The artless blue eyes, inquisitive and chiding, rested fixed on his face. He stirred uncomfortably and said:

“No. You know all the reasons. I don’t need to explain at this stage Iolanthe, do I? You haunted me just as much.”

He spoke gently enough, but at the same time I felt a sort of fury rising in him; after all, here he was being ticked off by a
dummy
for defections of behaviour towards an all too real (though now dead) Iolanthe! It was very confusing this double image. Moreover he could not lean forward and tapping her wrist say: “That’s enough now; do you realise that you are just a clever and valuable little dummy, fabricated by the experts of the firm? You are simply steel and gutta-percha and plastic and nylon, that’s all. So kindly hold your tongue.” He couldn’t do that, so he just sat still looking
stubborn
,
while she went on in the voice of reminiscence. “Yes, when the production company failed, when Graphos died and when my career collapsed and I got ill, I expected some word from you—after all so much of this had been your deliberate design against me. I was puzzled, thought I might find some sympathy, some understanding of my plight. But no, you were out to smash me and take me prisoner. And now you have, Julian. But for a long time I dreamed about you: about how you would appear one day, all of a sudden, without
warning
. Yes, sitting just where you are now, dressed as you are, and a little tonguetied for the first time in your life by a woman’s
love.
You see, part of my fantasy was to imagine that you loved me. Now I know I was right. You do. Poor Julian! I do understand, but when Graphos went out the mechanism rusted, broke, and now I have an empty space where the thing used to live.” She gave a short and sad little laugh. “I grew tonguetied.”

“Tonguetied” he repeated ruefully, seeming somehow put out of countenance. They looked at each other steadily, but with an
extraordinary
air of mutual understanding. Then she said: “But not any more somehow” and a renewed cheerfulness flowed into her. “I have half recovered from that period and perhaps so have you. Now there seems to be something else before us—I don’t know how to put it, perhaps a friendship? At any rate something unlike anything I have ever known before. Julian, do you feel it too?”

He nodded coldly, critically. His face betrayed no emotion
whatsoever
at this somewhat extraordinary speech. Then she added calmly, with an air of simplicity, a Q.E.D. air, which was
completely
disarming, “I don’t think I can do without you any more, Julian. It’s more than flesh and blood can stand.” It was terribly moving, the way she said this.

“Of course,” he said softly, greedily. “It’s the loneliness.
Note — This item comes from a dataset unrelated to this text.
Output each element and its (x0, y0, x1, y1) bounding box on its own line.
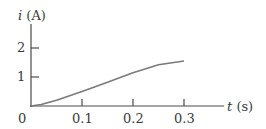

No, you won’t have any more of that, I promise you.”

She extended her long languid waxen hands and he got up to take them and carry them to his lips with swift precision, yet without any trace of deep feeling. I could see however that the strain of his first interview with Iolanthe was beginning to tell on him as it had on me; he was being slowly flooded by the same unreasonable sensation of gradual suffocation. Just like me. We of course were both conscious
that we were talking to an experimental dummy; but she,
unconscious
as yet of her own unreality, was at ease and as perfectly
sincere
(if I can use the word) as … well, as only a dummy could be. What am I saying? It was an extraordinary paradox, for we were literally worn out by having to act a part while she was fresh as a daisy. One wanted to laugh and cry at the same time—how well I understood Julian’s desire to be gone! “Now there will be time,” said Iolanthe coolly “all the time in the world, to take a leisurely look at everything I have missed in my rush through life. Later maybe you may help me to rebuild my career once more; unless you think I am too old to act any more.”